Our buildings are immobile goods. Silent behemoths, slowly changing over the years. Every so often, they are torn down. More frequently, they are renovated, to limit their decay. More rarely, we regenerate them. They are the Achilles’ heel of decarbonisation. They are built with obsolete materials, designed based on outdated housing models that do not take new family structures and ways of working into account. We are not talking about large projects in global metropolises, the towers of the ultrarich and certified regeneration projects. We are talking about mass construction, terraced housing built to save costs, suburban high-rises, warehouses built with materials of uncertain provenance. Of the approximately 100 billion tonnes of materials consumed each year, 38.8 are used in construction, making it by far the most voracious sector. As Francesco Asdrubali and his research team remind us, it is one of the most energy-intensive sectors of all: in Europe, buildings are responsible for over 40% of primary energy consumption, mostly from non-renewables, and for 36% of CO2 emissions. Then there is the issue of concrete, whose production phase alone (thus not counting transportation and casting) generates 3% of global emissions. Investigative journalist Daniele Di Stefano takes a close look at this problem.
From the New European Bauhaus to the ESGs: construction is changing its ways
How can we intervene to rethink our living, making it sustainable, beautiful, pleasing, and smart? How can we bring about a new way of building, using new circular materials – from wood to waste – introducing Extended Producer Responsibility (EPR) models, and more widely adopting those product-as-a-service systems that are already currently available for cooling systems, lighting, furniture, and domestic appliances? One of the answers to these questions comes from the New European Bauhaus, strongly backed by Ursula von der Leyen, about which we spoke with Hans Joachim Schellnhuber, climate scientist and founder of the Potsdam Institute for Climate Impact Research. The circular revolution in construction undoubtedly requires a technology-based approach. However, the real, true challenge plays out on the cultural front. This is where creatives, designers, architects, artists, and thinkers come into play. We cannot change the impacts of our living without imagining new housing and new ways of using space within cities.
As the article by real estate expert Alberto Ballardini reveals, finance and ESG criteria will contribute to providing an economic justification to radical choices: sustainable buildings will play an ever more important role in non-financial disclosures – the reports that measure companies’ environmental, social, and governance performance. Given the need to measure the reduction of CO2 emissions, making real estate assets more efficient will be vital for the financial development of securities and emissions accounting.
As we are told by Marco Caffi of GBC Italia, guest co-editor for this issue of Renewable Matter, it will fall to countries to adopt measures in support of those citizens that want to upgrade their buildings, helped in this task by ever more modern and cost-effective procedures. From off-site construction to the industrialisation of processes, from modular and disassemblable buildings to the materials passport (suggested by Rau and Oberhuber), over the past five years, construction has started to change its ways. The knowledge and know-how are there, but we need the will and capacity to scale up processes and create a widespread mentality in the real estate world. This is also why Renewable Matter is here, to take you out of known landscapes and bring you into a world of circular possibilities.
Image: Japan Pavillon, Expo 2000
Download and read the Renewable Matter issue #38 about Circular Building.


Assignment:
When copying the records below, keep every word as it is and drop the images.

Recorded information:

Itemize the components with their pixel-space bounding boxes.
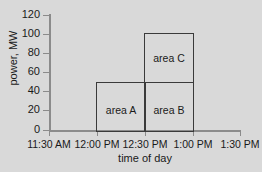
region-label-area-a: area A [106,104,136,116]
region-label-area-c: area C [153,52,185,64]
power-vs-time-chart: 120 100 80 60 40 20 0 power, MW 11:30 AM… [0,0,262,172]
plot-area: area A area B area C [0,0,262,172]
region-label-area-b: area B [154,104,185,116]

Your response:
Itemize the components with their pixel-space bounding boxes.
region-label-area-a: area A [106,104,136,116]
region-label-area-c: area C [153,52,185,64]
power-vs-time-chart: 120 100 80 60 40 20 0 power, MW 11:30 AM… [0,0,262,172]
plot-area: area A area B area C [0,0,262,172]
region-label-area-b: area B [154,104,185,116]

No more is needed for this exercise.